The long-haired man facing him might have been a barbarian, but for the soft, unfinished look of his features. At a second glance, most Zhent folk would have guessed him a mongrelman, not quite human at all, and drawn back with mutters and wary touches of whatever weapons they bore.
They’d have been right. The hair melted and fell away as the features swam, grew white and glistening, and parted in the center to reveal a green and liquid eye. It grew and grew, until Manshoon was looking into the gaze of a single giant eye in a spherical head that bobbed at the end of a long, stalklike neck, swaying as it regarded him. The body beneath hung shrunken and empty, like discarded clothes drooping from a wall-peg.
“Speak, then,” the cold voice came again, a hissing, rumbling edge now audible within it. “I’ve little patience for humans who enjoy being mysterious.”
Manshoon gave the thing a wintry smile, and said, “It is to be open slaughter, as you wished, at the coming Council meeting. Those who oppose meyou know themare to be slain. When effective rule of Zhentil Keep is in my hands, your own plans and wants will be addressed. So long as our ways lie together, your kind will have what they most desire: rule of a powerful city of men, full of hands to do your bidding, fresh meat to feed you, and strong men who will fear you and kneel before you.”
“Do not presume,” the cold voice responded, as the human body dwindled almost to nothing and the spherical head grew larger, drifting slightly closer, “to understand my kind so well. Most of all, Manshoon, do not presume to understandor order about me.”
Fleshy, writhing protuberances sprouted from the spherical body like giant worms, and a soft gasp and a clatter came from behind the tapestry where Taersel was hiding. A moment later, a crossbow bolt whipped across the floor of the chamber with a loud and vicious crack.
Eyes opened in the ends of the still-growing stalks. The tapestry was drawn aside by an invisible hand to reveal the dark mouth of a passage beyond, and lying sprawled on its stones, the motionless, facedown form of Taersel, a crossbow still clutched in his nerveless hands. Thin wisps of smoke rose from what remained of the protective amulets he’d worn about his wrists.
“It is not wise,” the cold voice of the eye tyrant said silkily, “to threaten ‘our kind.’”
Manshoon stared into its many clustered eyes and replied steadily, “I am too useful to expend, and too wise to mean by this what you accuse me of.

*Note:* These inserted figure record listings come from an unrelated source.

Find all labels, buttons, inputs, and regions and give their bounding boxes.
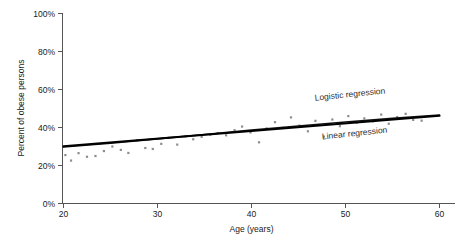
y-axis-title: Percent of obese persons — [16, 60, 26, 157]
scatter-point — [127, 152, 129, 154]
logistic-regression-label: Logistic regression — [314, 85, 386, 102]
scatter-point — [192, 138, 194, 140]
x-axis-title: Age (years) — [230, 224, 274, 234]
scatter-point — [421, 120, 423, 122]
chart-figure: 100% 80% 60% 40% 20% 0% 20 30 40 50 60 A… — [0, 0, 464, 241]
y-tick-label: 20% — [38, 161, 55, 171]
x-tick-label: 40 — [247, 209, 257, 219]
x-tick-label: 30 — [153, 209, 163, 219]
y-axis-ticks — [58, 14, 63, 204]
scatter-point — [152, 148, 154, 150]
x-tick-label: 50 — [341, 209, 351, 219]
scatter-point — [120, 149, 122, 151]
y-tick-label: 60% — [38, 85, 55, 95]
y-tick-label: 40% — [38, 123, 55, 133]
scatter-point — [225, 134, 227, 136]
scatter-point — [274, 121, 276, 123]
scatter-point — [363, 117, 365, 119]
x-axis-tick-labels: 20 30 40 50 60 — [59, 209, 445, 219]
obesity-vs-age-scatter-chart: 100% 80% 60% 40% 20% 0% 20 30 40 50 60 A… — [0, 0, 464, 241]
scatter-point — [412, 119, 414, 121]
y-tick-label: 100% — [33, 9, 55, 19]
scatter-point — [111, 145, 113, 147]
x-tick-label: 60 — [435, 209, 445, 219]
scatter-point — [103, 150, 105, 152]
scatter-point — [176, 144, 178, 146]
scatter-point — [347, 115, 349, 117]
scatter-point — [94, 155, 96, 157]
scatter-point — [144, 147, 146, 149]
y-tick-label: 0% — [43, 199, 56, 209]
scatter-point — [331, 118, 333, 120]
scatter-point — [380, 113, 382, 115]
scatter-point — [258, 141, 260, 143]
scatter-point — [241, 125, 243, 127]
linear-regression-label: Linear regression — [321, 125, 388, 142]
scatter-point — [339, 125, 341, 127]
scatter-point — [64, 154, 66, 156]
scatter-point — [314, 120, 316, 122]
scatter-point — [160, 143, 162, 145]
scatter-point — [307, 130, 309, 132]
scatter-point — [290, 116, 292, 118]
scatter-point — [388, 123, 390, 125]
x-tick-label: 20 — [59, 209, 69, 219]
scatter-point — [77, 152, 79, 154]
scatter-point — [405, 113, 407, 115]
y-tick-label: 80% — [38, 47, 55, 57]
x-axis-ticks — [64, 204, 440, 209]
scatter-point — [70, 159, 72, 161]
scatter-point — [86, 156, 88, 158]
y-axis-tick-labels: 100% 80% 60% 40% 20% 0% — [33, 9, 55, 209]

The man is as useful to me as I am to you. I trust he has not been harmed.”
“He has not been harmed … yet.” The beholder grew larger, its eyes flashing yellow in displeasure. “Unless he takes great care, however, that day will soon come.”
* * * * *
“Unless you take great care,” Lord Chess said, leaning forward in his chair in an inner room of another tower, not far away, “that day will soon come.”
The other nobles at the table shifted in their own chairs. Some hid their nervousness by flamboyant sips of the potent golden lion-wine of Mulhorand in their goblets. Others smiled in a superior manner and settled themselves into even more indolent poses in the great, fine-carved chairs in which they lounged.
“We have no fear of upstart priests, nor of ambitious merchants elsewhere in the Realms,” one said with a practiced sneer. “Our fathers smashed such foes in their dayand their fathers, too, before that. Why should we quake at such news? The least of our guards will destroy them.”